Which is Greater, The Content or Context? Making the Case for Teaching Cultural Anthropology in Theological Education.Yesterday I stood before the assembled of about 40 people for an hour and half fielding questions and responding to their comments, critique and concern.
It’s not often that I have an opportunity to engage in such a forum, but I enjoyed it immensely. Writing well takes work. I spent every afternoon for two weeks on the draft, rewriting, doing research and building an academic argument for my subject. The joy is in the process and rereading my thesis and analyzing so that my rationale of the paper could withstand the challenges I knew would come my way. In the end it was well received and I benefited from the criticism and suggestions that forces me to think about ways I could make my case stronger and more convincible.
Not all people are cut out for the academic life. I certainly am not. I enjoy teaching, but my satisfaction in the classroom can easily be under a tree in Kenya, a non-formal training session with no handout lecture notes in a rented hall or, among formal setting where grades matter. I actually need all of these teaching environments to keep my subject relevant. What this past weeks activity has done for me is driven me back into my library, dust off the old books, read more current material and become an earnest student again about my subject. There is nothing sadder than an old professor who has no new stories to tell or no new experience in which to make his subject more relevant. What the Dokotrs Club did was force me to review my classroom content to make sure it fits in today’s learning context. The world is not static. Cultures change and yesterday’s challenges are, in many ways the same, but packaged with a different set of symbols, values and worldview. We all need, from-time-to-time, a situation that will force us to go back to square one and evaluate our own beliefs and progress. The Doktors Club was not so much a place for me to teach, as it was a place for me to learn.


_AIM OF THE EXERCISE_.
With the pictures left out, please write out exactly each line from the one containing "Crop the region containing human hair." through the end of the material.

_THE DATA_.
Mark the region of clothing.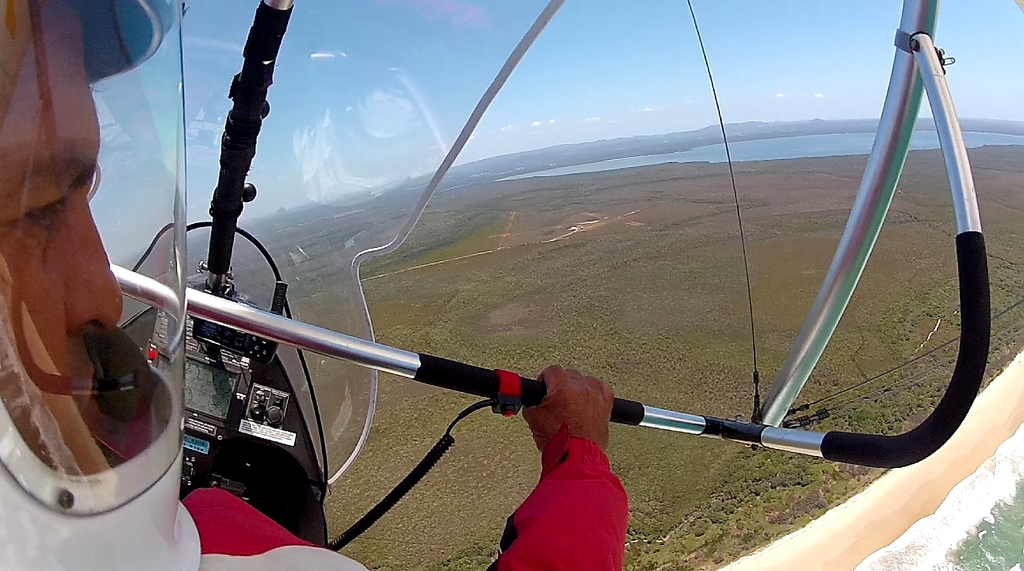
Region: 178 420 628 570.
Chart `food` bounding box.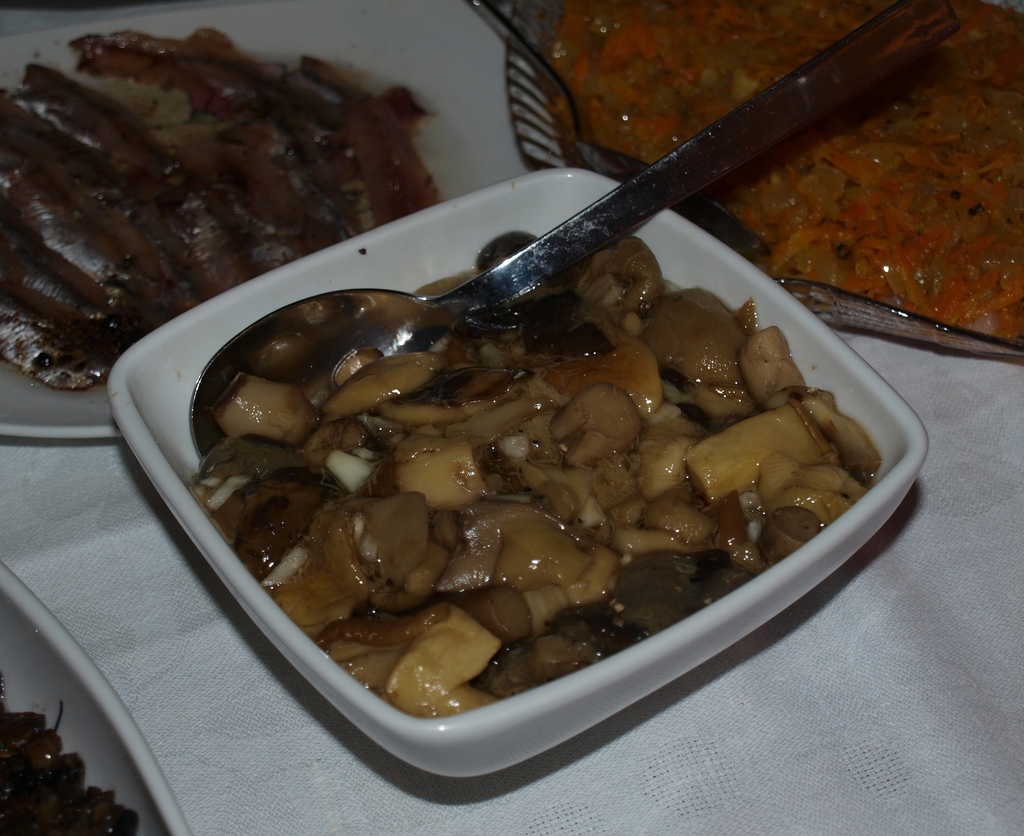
Charted: BBox(542, 0, 1023, 342).
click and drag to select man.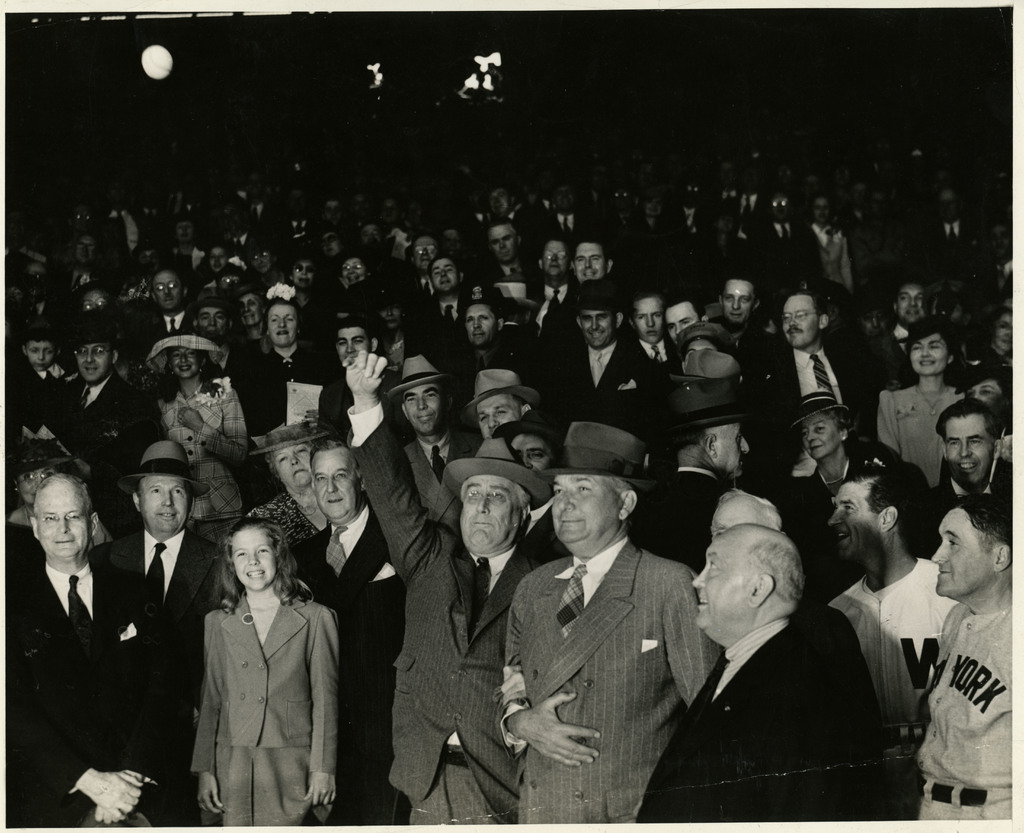
Selection: 913 482 1010 823.
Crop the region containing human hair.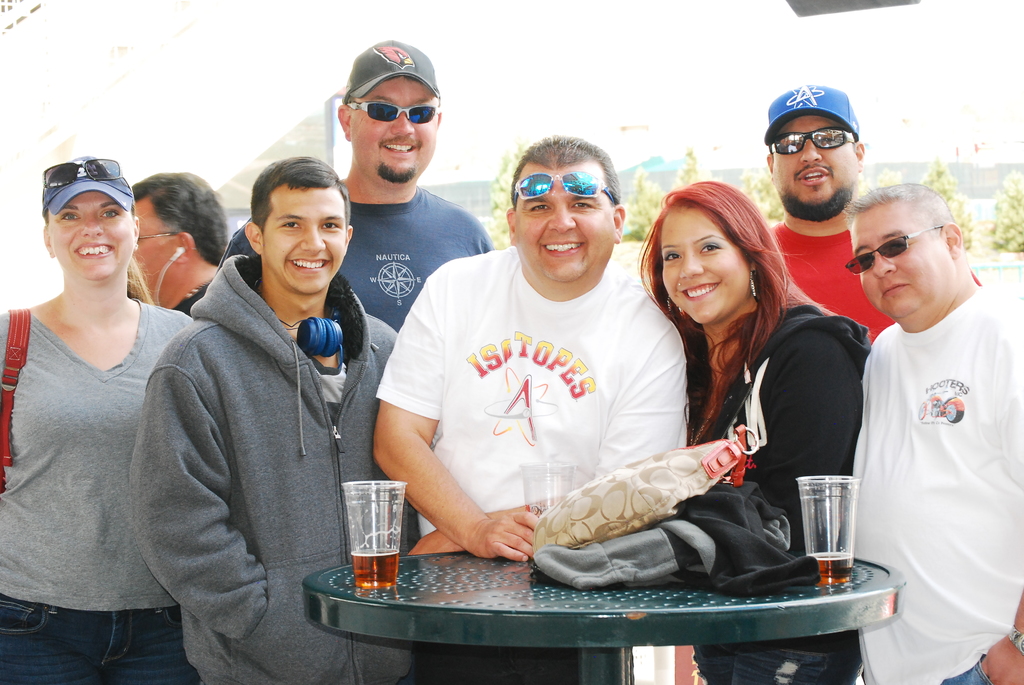
Crop region: BBox(635, 173, 837, 422).
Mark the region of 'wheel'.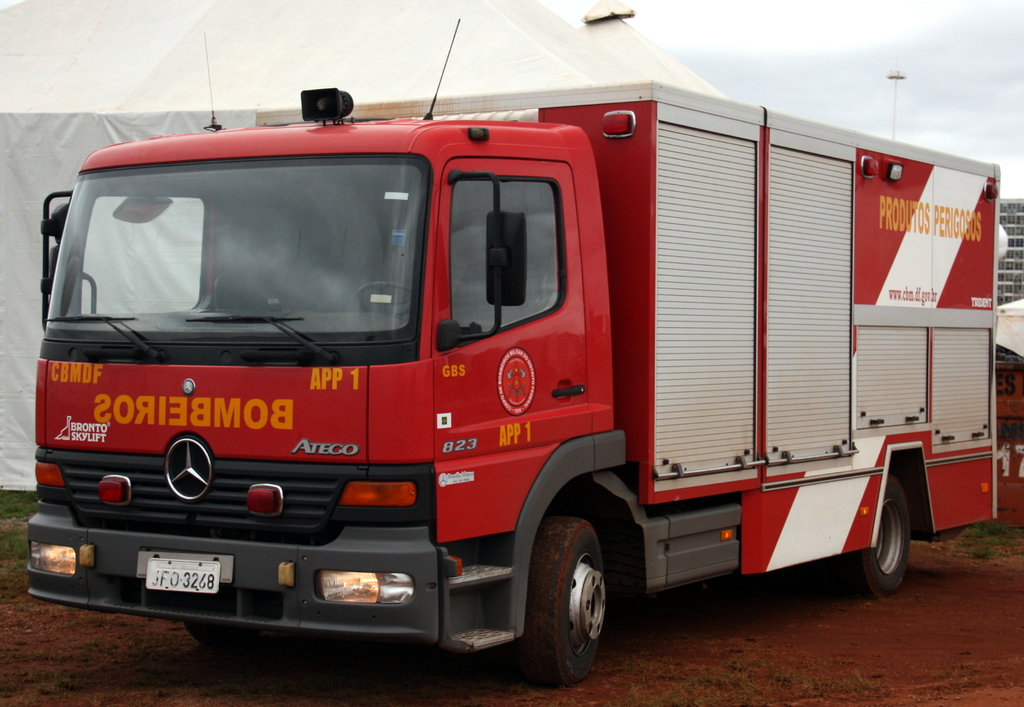
Region: x1=833 y1=474 x2=914 y2=606.
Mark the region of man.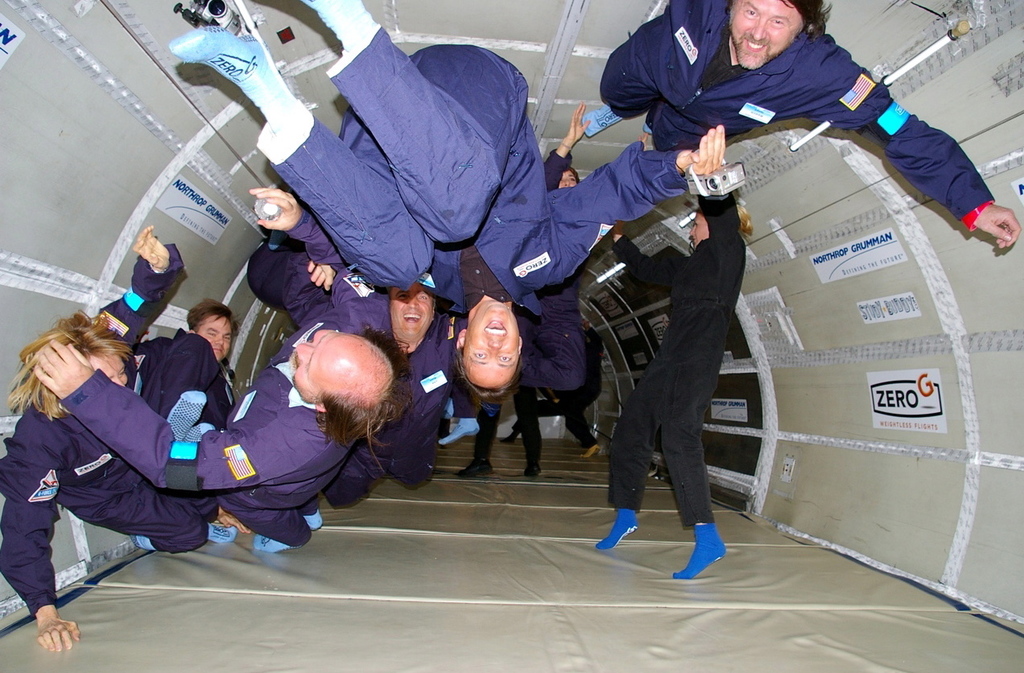
Region: left=29, top=188, right=411, bottom=551.
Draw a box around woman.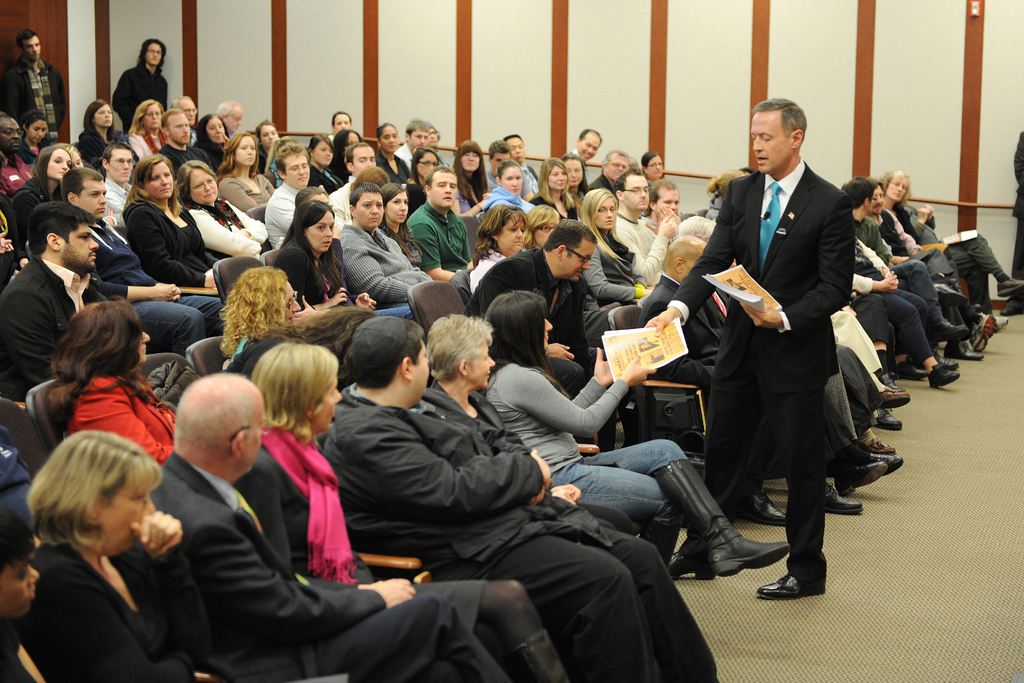
box(381, 183, 426, 267).
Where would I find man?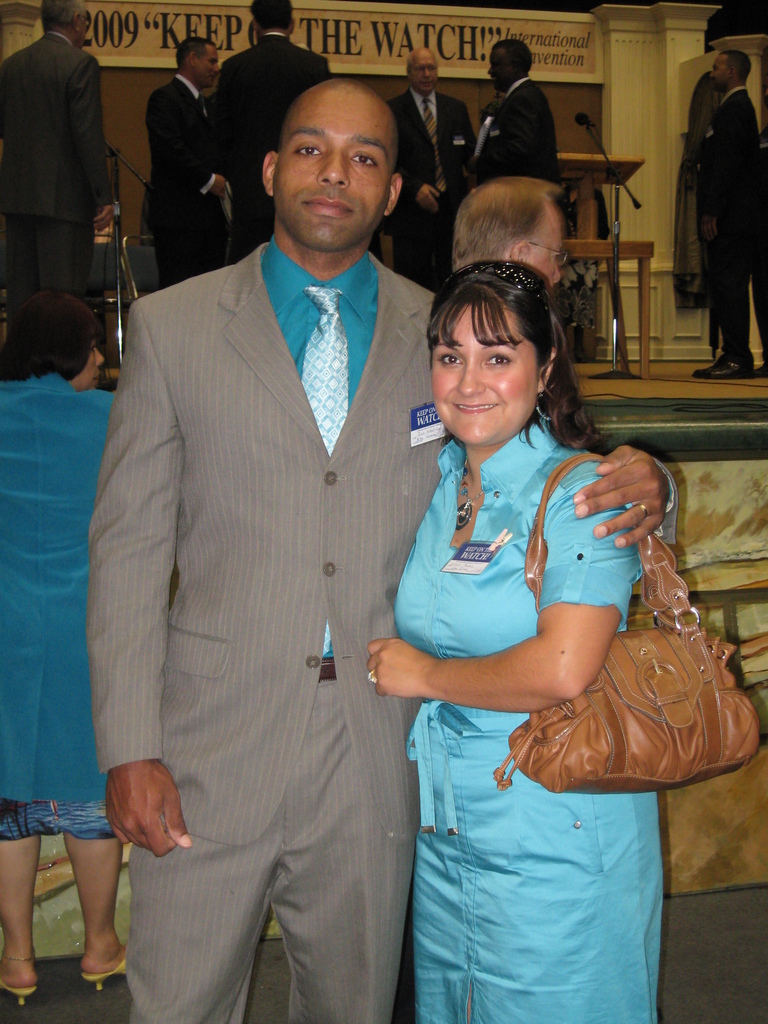
At Rect(0, 0, 120, 389).
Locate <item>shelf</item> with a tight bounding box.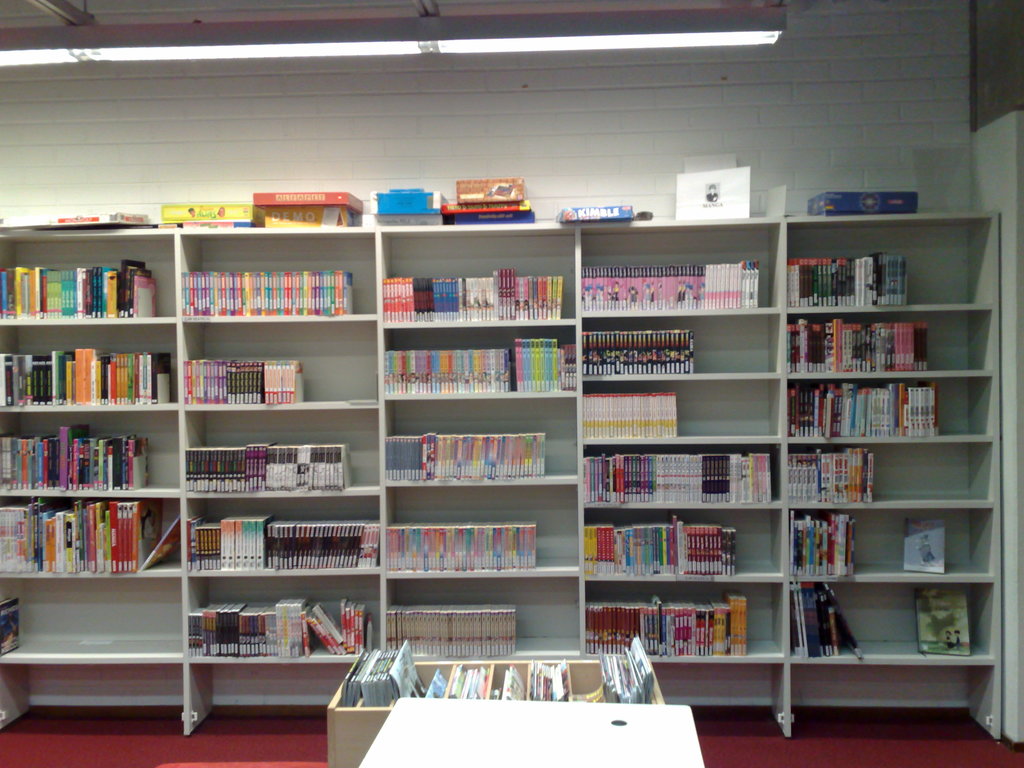
crop(585, 445, 783, 508).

_ANSWER BELOW_.
Crop the region containing human hair.
Crop region: BBox(635, 173, 837, 422).
Mark the region of 'wheel'.
Region: x1=833 y1=474 x2=914 y2=606.
Mark the region of man.
Region: left=29, top=188, right=411, bottom=551.
Draw a box around woman.
box(381, 183, 426, 267).
Where would I find man?
At Rect(0, 0, 120, 389).
Locate <item>shelf</item> with a tight bounding box.
crop(585, 445, 783, 508).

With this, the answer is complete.